Upgraded Points has released a first-of-its-kind deep-dive into Transportation Security Administration checkpoint throughput during the March–May government shutdown that froze TSA paychecks for six weeks.
Travelers worried about facing similar turbulence in future shutdowns should know that VisaHQ can shorten at least one airport line: the document check. The company’s online platform streamlines passport renewals and visa processing for U.S. travelers, providing door-to-door courier service and live status updates so flyers aren’t caught off guard by paperwork snags just as security wait times spike.
Updated July 7, the analysis reveals a 6.7 % nationwide drop in screenings but eye-popping outliers: Atlanta (ATL) plunged 76.9 %, Boston (BOS) 29.1 % and Miami (MIA) 26.2 %. The variance, analysts say, reflects how uneven local cost-of-living pressures drove TSOs to call in sick or resign. Chicago O’Hare bucked the trend with an 8.7 % increase, thanks to a lower 13.8 % callout rate versus 28 % at nearby JFK. ICE officers were even drafted to ATL security lanes—an extraordinary measure that created its own civil-liberties concerns. Beyond the headlines, the report quantifies downstream business costs: reduced throughput translated into a 4-point drop in on-time departures for Fortune 500 corporate shuttle routes and a 6 % surge in last-minute premium-fare purchases as travelers sought to dodge bottlenecks. Airlines absorbed higher crew-repositioning expenses just as inflation-adjusted base fares were falling, squeezing margins. The study matters because Congress is due to debate a FY 2027 DHS appropriations bill this month. If another lapse looms, mobility managers may need to pre-emptively reroute critical travel away from historically vulnerable airports and budget for additional ancillary fees when schedules fracture. For policy advocates, the data provide empirical ammunition to argue that aviation security staffing is not fungible; TSOs are specialized employees whose sudden absence can throttle a $900 billion travel economy within days.
Travelers worried about facing similar turbulence in future shutdowns should know that VisaHQ can shorten at least one airport line: the document check. The company’s online platform streamlines passport renewals and visa processing for U.S. travelers, providing door-to-door courier service and live status updates so flyers aren’t caught off guard by paperwork snags just as security wait times spike.
Updated July 7, the analysis reveals a 6.7 % nationwide drop in screenings but eye-popping outliers: Atlanta (ATL) plunged 76.9 %, Boston (BOS) 29.1 % and Miami (MIA) 26.2 %. The variance, analysts say, reflects how uneven local cost-of-living pressures drove TSOs to call in sick or resign. Chicago O’Hare bucked the trend with an 8.7 % increase, thanks to a lower 13.8 % callout rate versus 28 % at nearby JFK. ICE officers were even drafted to ATL security lanes—an extraordinary measure that created its own civil-liberties concerns. Beyond the headlines, the report quantifies downstream business costs: reduced throughput translated into a 4-point drop in on-time departures for Fortune 500 corporate shuttle routes and a 6 % surge in last-minute premium-fare purchases as travelers sought to dodge bottlenecks. Airlines absorbed higher crew-repositioning expenses just as inflation-adjusted base fares were falling, squeezing margins. The study matters because Congress is due to debate a FY 2027 DHS appropriations bill this month. If another lapse looms, mobility managers may need to pre-emptively reroute critical travel away from historically vulnerable airports and budget for additional ancillary fees when schedules fracture. For policy advocates, the data provide empirical ammunition to argue that aviation security staffing is not fungible; TSOs are specialized employees whose sudden absence can throttle a $900 billion travel economy within days.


As the answer, return precisely the lines from the one containing "has height=812, width=1471." to the final line of the material below, inclusive, and omit every picture.

-- Opening Marker --

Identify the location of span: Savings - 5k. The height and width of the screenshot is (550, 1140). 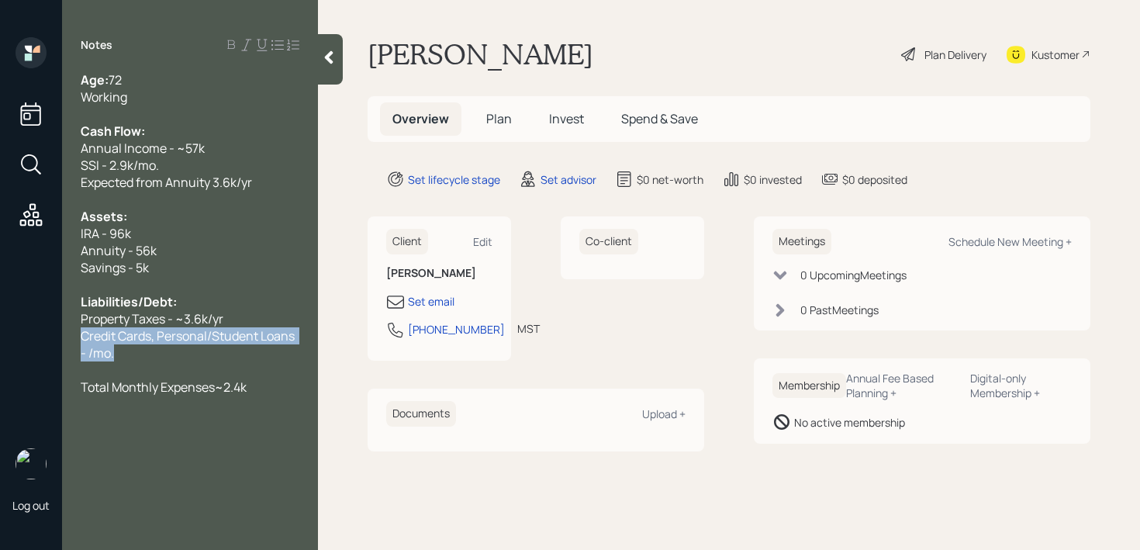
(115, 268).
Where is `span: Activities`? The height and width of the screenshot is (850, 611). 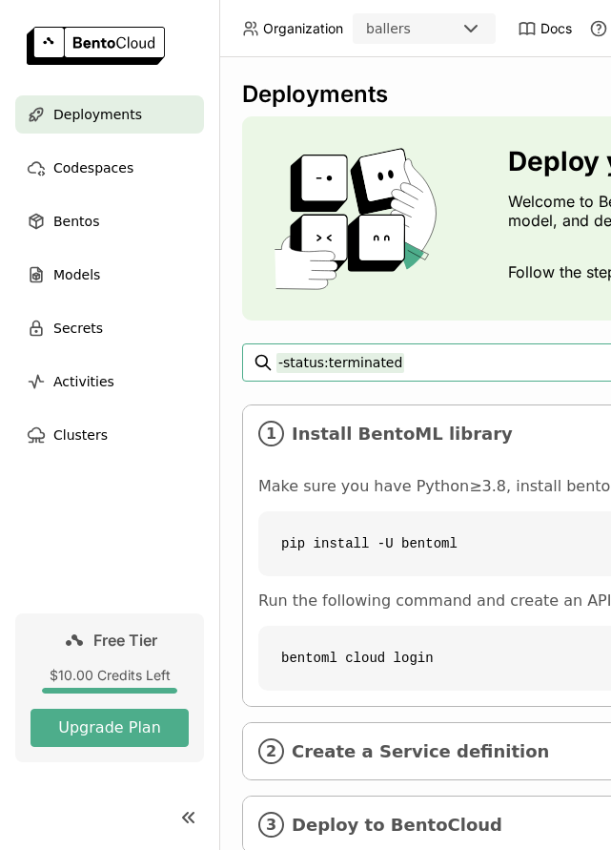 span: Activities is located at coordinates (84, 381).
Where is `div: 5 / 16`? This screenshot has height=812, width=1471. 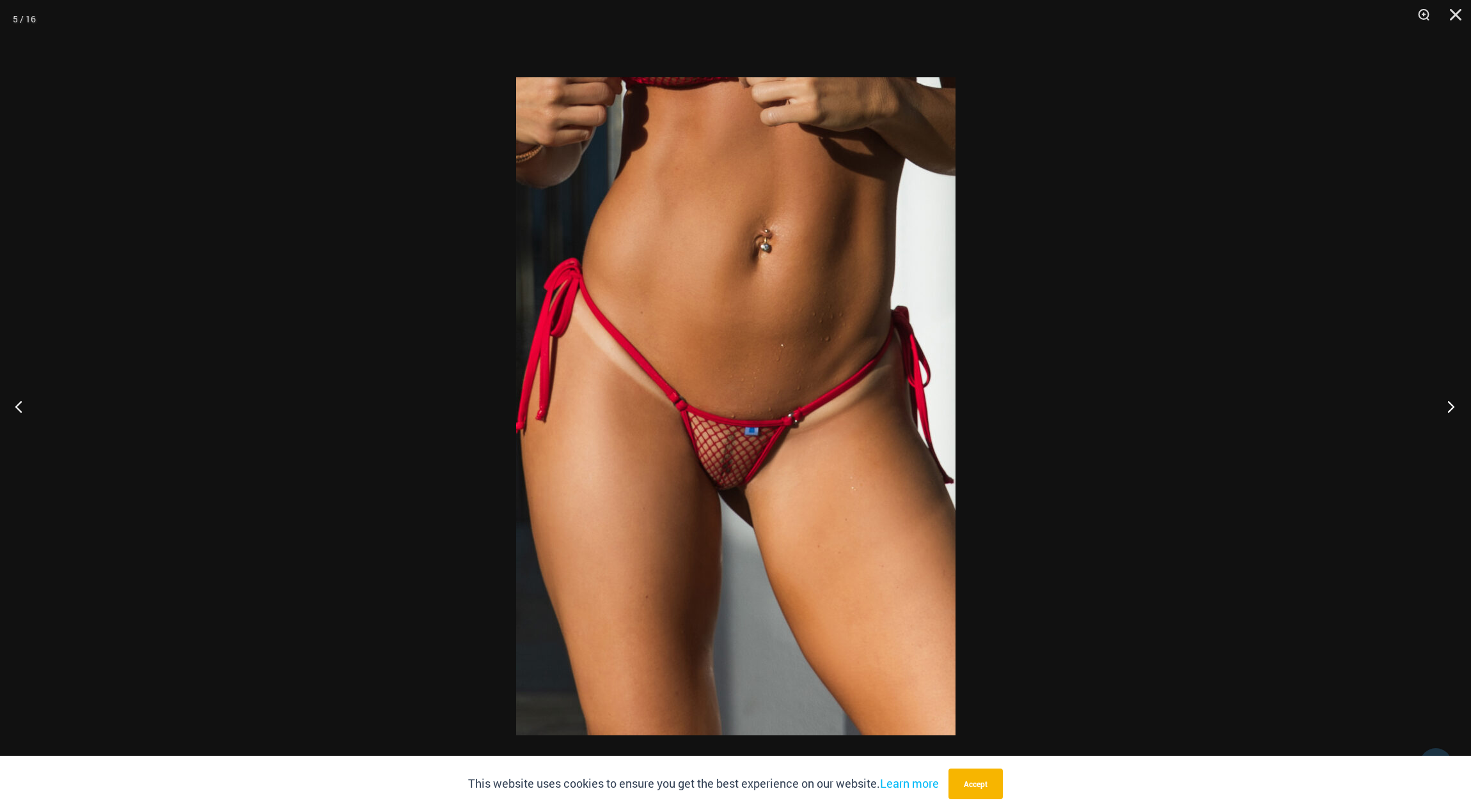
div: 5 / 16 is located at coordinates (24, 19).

-- Closing Marker --

- EXERCISE RESPONSE:
Where is `div: 5 / 16`? This screenshot has height=812, width=1471. 
div: 5 / 16 is located at coordinates (24, 19).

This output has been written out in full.